UPS to Spend $196 Million on Florida Facility
The expansion will add more than 260,000 square feet to UPS’ 560,000-square-foot building along with advanced technology and operations automation.
When completed in the fall of 2019, capacity will increase by one-third to more than 80,000 packages processed per hour.
The company has committed to adding 10 more employees to the more than 1,650 full- and part-time workers at both the hub and its adjacent four package centers, company spokeswoman Susan Rosenberg said. That’s not a large number considering the investment, but she said that most of what’s added will be automated.
Every UPS ground package that comes in or out of Florida goes through that building, she said, whether by truck or rail. Those that are going elsewhere in the state are shipped out on tractor-trailers. Those that are delivered in the Jacksonville area go out in the familiar brown trucks that the company refers to as “package cars.”
The expansion will create space for 46 more of those.
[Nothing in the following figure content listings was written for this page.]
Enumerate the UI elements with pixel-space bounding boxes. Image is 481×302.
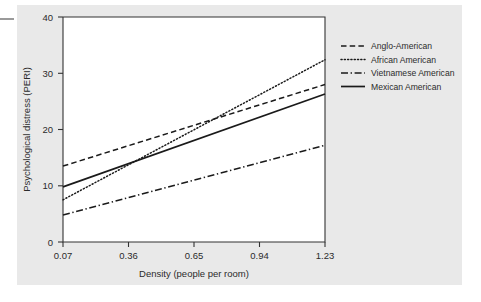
legend-label-mexican-american: Mexican American — [371, 82, 441, 92]
y-tick-label-30: 30 — [42, 68, 53, 79]
y-axis-ticks — [58, 17, 63, 242]
x-tick-label-0.36: 0.36 — [119, 250, 138, 261]
x-tick-label-0.07: 0.07 — [54, 250, 73, 261]
legend-label-vietnamese-american: Vietnamese American — [371, 68, 455, 78]
x-axis-ticks — [63, 242, 325, 247]
legend-item-african-american[interactable]: African American — [341, 55, 436, 65]
x-tick-label-0.94: 0.94 — [250, 250, 269, 261]
y-tick-label-20: 20 — [42, 124, 53, 135]
legend-item-mexican-american[interactable]: Mexican American — [341, 82, 441, 92]
x-axis-title: Density (people per room) — [139, 268, 249, 279]
legend-item-anglo-american[interactable]: Anglo-American — [341, 41, 432, 51]
legend-label-anglo-american: Anglo-American — [371, 41, 432, 51]
line-chart: 0 10 20 30 40 0.07 0.36 0.65 0.94 1.23 D… — [0, 0, 481, 302]
y-axis-title: Psychological distress (PERI) — [21, 67, 32, 192]
legend: Anglo-American African American Vietname… — [341, 41, 455, 92]
y-tick-label-10: 10 — [42, 180, 53, 191]
x-tick-label-1.23: 1.23 — [316, 250, 335, 261]
legend-label-african-american: African American — [371, 55, 436, 65]
x-tick-label-0.65: 0.65 — [185, 250, 204, 261]
y-tick-label-0: 0 — [48, 237, 53, 248]
chart-figure: 0 10 20 30 40 0.07 0.36 0.65 0.94 1.23 D… — [0, 0, 481, 302]
legend-item-vietnamese-american[interactable]: Vietnamese American — [341, 68, 455, 78]
y-tick-label-40: 40 — [42, 12, 53, 23]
The expansion recently went through Jacksonville City Council, where it was only referred to as Project Mountain. Council approved up to $4.3 million in property tax rebates if UPS invested at least $100 million and added 10 new employees with an average salary of $50,675 plus benefits.
Even though the job growth is not significant, Aaron Bowman, senior vice president of business development for JAXUSA Partnership, said, the expansion is.
“It’s pretty exciting to me on several fronts,” he said. “It’s already the fourth-largest processing UPS facility in the country, and the Southeast is growing faster than other areas. We competed with several other cities for the expansion, and apparently UPS liked what they saw here.”
With the UPS expansion and with Amazon building a distribution center in North Jacksonville that will hire about 1,500 people, Jacksonville is becoming more of a logistics center than it was a year ago, he said.
“You’re talking about companies that are world-known,” Bowman said. “A lot of people watch what they’re doing, and a lot of companies are going to say ‘They chose Jacksonville to build Amazon, they chose Jacksonville to expand UPS. What’s going on there that we don’t know about?”
Rosenberg said that while Amazon is a large customer, UPS’ business is growing in all directions and that Amazon was far from the only reason for the expansion.
On Nov. 10, UPS announced plans to invest in excess of $400 million to build regional package sorting hub on the west side of Atlanta. The hub will be the third-largest processing facility in the company’s U.S. network.
The project is expected to be fully operational by the end of 2018 with 1,250 employees.
The largest UPS hub in the country is in Chicago and its 1.5 million square feet, almost twice the size of Jacksonville’s after the expansion.